My best assessment of the physiology going on with insulin resistance and elevated insulin levels, although I have no plans of going into this in excruciating detail, is completely different than the carbs raise glucose raises insulin fairy tale circulating in the Paleo world. For starters, as we will get into in the next chapter, carbohydrates do not raise glucose or insulin levels. I encourage people to add carbohydrates to their diets to lower glucose and insulin levels, and they typically have fantastic results with it.

This is probably due to the fact that carbohydrates, particularly high-glycemic starches like grains and potatoes, decrease glucocorticoids – like cortisol. The lower the cortisol level, the greater the insulin sensitivity – barring adrenal failure/fatigue. Thus, glucose gets cleared easily from the bloodstream into the cells for storage and immediate use – like it does in a healthy person. When insulin resistance decreases, basal insulin levels naturally fall. When glucocorticoid secretion is reduced, you also see less overall activity in the adrenal glands. The adrenal hormones RAISE blood sugar, whereas insulin lowers blood sugar. Turn down glucocorticoid secretion – and carbohydrates play a vital role in achieving that, and both glucose and insulin levels fall. Neato.

Excesses of cortisol are known to cause not only impairment to glucose metabolism and fullblown type 2 diabetes, but basically every complication that comes with it – including belly fat, moon face (sometimes called “carbo face” by some of the weaker-minded people in the Paleo community), macular degeneration, reduced peripheral circulation, immune system
impairment, increased risk of heart disease – you name it.

Perhaps the most interesting component is that the sex hormones like testosterone and progesterone, as well as thyroid (which controls the rate at which those hormones are synthesized), oppose the glucocorticoids. With aging, you see a steady rise of glucocorticoids and a steady fall of thyroid and sex hormones. And with that you get steadily worsening body composition, health, and the accompanying rises in glucose and insulin levels (note: all this while eating LESS total food and FEWER carbohydrates).

Anyway, I could go on endless tangents here. But you should at least have recognized the greater complexity behind human metabolism than some stupid theory about carbohydrates causing a chronic elevation in insulin and glucose levels because of what happens in the hour that follows ingesting food. What happens in an hour after eating is pretty irrelevant in the grand scheme of things, especially over decades and generations.
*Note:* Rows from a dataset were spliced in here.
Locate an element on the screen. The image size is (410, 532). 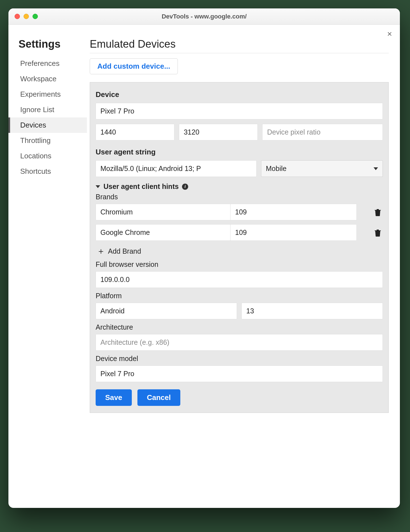
ua-section-label: User agent string is located at coordinates (239, 152).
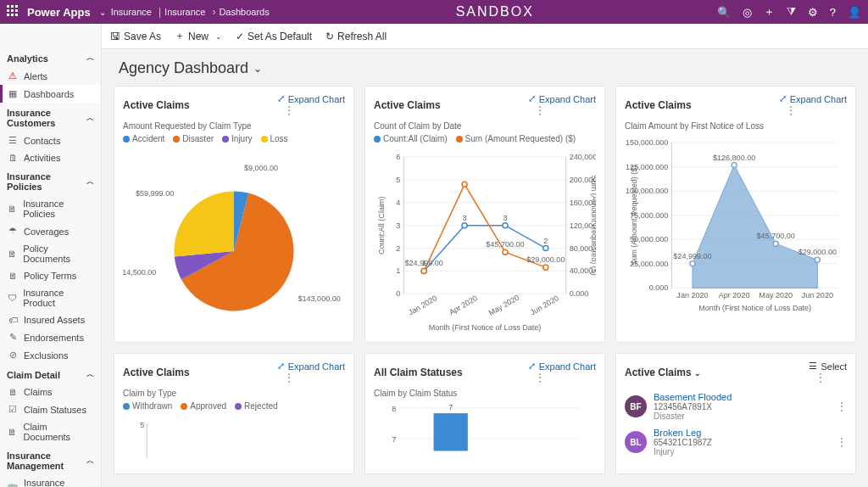  Describe the element at coordinates (50, 276) in the screenshot. I see `sidebar-item-label: Policy Terms` at that location.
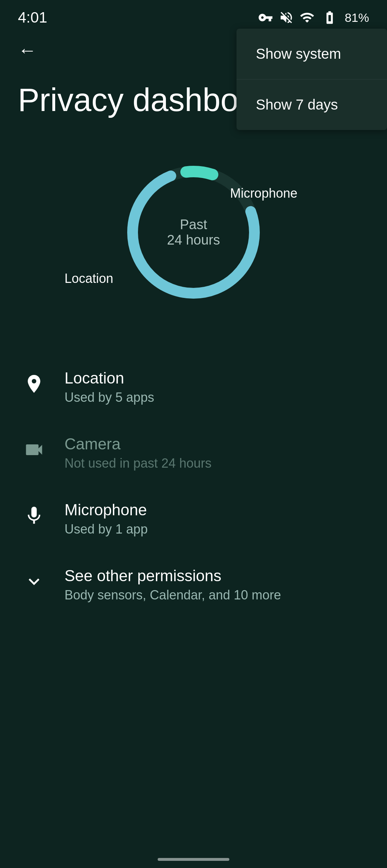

Spiking insulin and glucose levels actually looks like it protects against insulin resistance, and can even reverse insulin resistance. This is all reminiscent of the good ol’ days when they thought that using your heart would cause it to wear out faster. Turns out that really stressing out your heart with some exercise just made the whole circulatory system stronger, and your heart go longer. I believe the same could be said with our glucose metabolism. You don’t develop superhuman glucose metabolism by avoiding carbs just like you don’t win races by sitting on the couch.

More on this in the next chapter, as we look at what could very well be the world’s most impressive documented case of insulin resistance reversal – and it happened not despite, but in part BECAUSE 250 grams of carbohydrates were added per day.